Alternative fuels

Wired: Power your car with pee

A scientist at Ohio University has developed a catalyst capable of extracting hydrogen from urine. That’s right. Urine. Now you can fill one tank while draining another.
Gerardine Botte claims the device uses significantly less energy than is needed to extract hydrogen from water and says it could power hydrogen fuel cell vehicles in the near future. Her electrolyzer uses a nickel-based electrode to extract hydrogen from urea (NH2)2CO, the main component in urine. Hydrogen is less tightly bound to the nitrogen in urea than to the oxygen in water, so the electrolyzer needs just 0.37 volts across the cell to oxidize the urea, according to Botte. That’s less than half the amount of energy in an AA battery and considerably less than the 1.23 volts needed to split water.
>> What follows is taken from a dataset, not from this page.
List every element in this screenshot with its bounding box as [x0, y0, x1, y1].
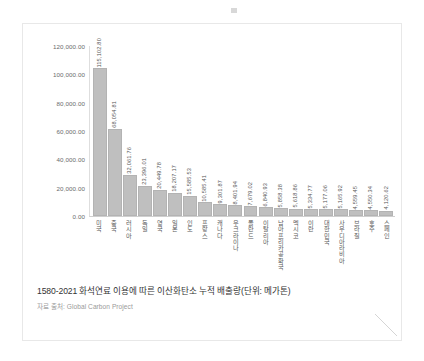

In all the hoopla about hydrogen-powered fuel cells, it's rare to find an article that includes the energy cost of generating the hydrogen.  Hydrogen requires electricity, and if your zero-emissions car is ultimately powered by an emissions-spewing coal-fired power station, there's no net reduction in carbon emissions. The article mentions hooking up the electrolyzer to a rooftop solar panel for better renewable energy usage.
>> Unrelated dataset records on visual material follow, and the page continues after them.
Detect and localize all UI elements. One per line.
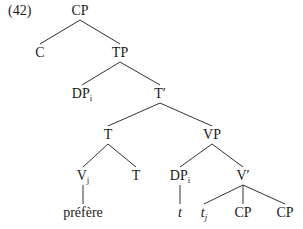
branch-vbar-trace_tj (204, 185, 243, 204)
tree-node-vbar: V′ (236, 168, 249, 184)
node-index: i (188, 175, 191, 185)
tree-node-tp: TP (112, 45, 128, 61)
branch-tp-tbar (120, 62, 160, 85)
node-label: t (178, 205, 182, 220)
node-label: CP (276, 205, 293, 220)
node-label: CP (71, 3, 88, 18)
node-label: VP (203, 127, 221, 142)
branch-cp_root-tp (80, 20, 120, 44)
tree-node-cp-1: CP (234, 205, 251, 221)
branch-tbar-vp (160, 103, 212, 126)
branch-tp-dp_spec (82, 62, 120, 85)
node-label: C (35, 45, 44, 60)
tree-node-t-head: T (104, 127, 113, 143)
node-label: préfère (63, 205, 103, 220)
tree-node-v-j: Vj (77, 168, 90, 184)
tree-node-tbar: T′ (154, 86, 166, 102)
node-label: V′ (236, 168, 249, 183)
tree-node-prefere: préfère (63, 205, 103, 221)
node-label: T′ (154, 86, 166, 101)
tree-node-t-low: T (132, 168, 141, 184)
tree-node-vp: VP (203, 127, 221, 143)
node-label: T (132, 168, 141, 183)
tree-node-cp-2: CP (276, 205, 293, 221)
tree-node-cp-root: CP (71, 3, 88, 19)
node-label: DP (72, 86, 90, 101)
tree-node-trace-tj: tj (201, 205, 207, 221)
branch-vbar-cp_2 (243, 185, 285, 204)
branch-cp_root-c (40, 20, 80, 44)
node-label: DP (170, 168, 188, 183)
branch-t_head-v_j (83, 144, 108, 167)
branch-tbar-t_head (108, 103, 160, 126)
node-label: V (77, 168, 87, 183)
node-label: CP (234, 205, 251, 220)
tree-branches (0, 0, 303, 229)
tree-node-dp-spec: DPi (72, 86, 92, 102)
node-label: T (104, 127, 113, 142)
tree-node-trace-t: t (178, 205, 182, 221)
node-index: j (87, 175, 90, 185)
branch-vp-dp_vp (180, 144, 212, 167)
node-index: j (205, 212, 208, 222)
branch-t_head-t_low (108, 144, 136, 167)
node-index: i (90, 93, 93, 103)
branch-vp-vbar (212, 144, 243, 167)
tree-node-c: C (35, 45, 44, 61)
node-label: TP (112, 45, 128, 60)
tree-node-dp-vp: DPi (170, 168, 190, 184)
I'd love to drive a vehicle that reduced dependence on imported oil, but emissions calculations that ignore the fuel cost are just pushing the pollution off on something else that may be a worse polluter than the humble petrol engine.  Botte's electrolyzer is the first decent hydrogen solution I've seen.  This was mentioned in the Columbus Dispatch over a year ago, Wired is a little late to the party.

(ETA:


Wired is somewhat muddled on their units, 0.37v is less than 1.23v but that's not an energy measurement because it's missing the current part.  Volts x amps = watts, which IS an energy measurement.  Assuming they used the same current, then yes, that's a drop in overall energy required to create hydrogen.)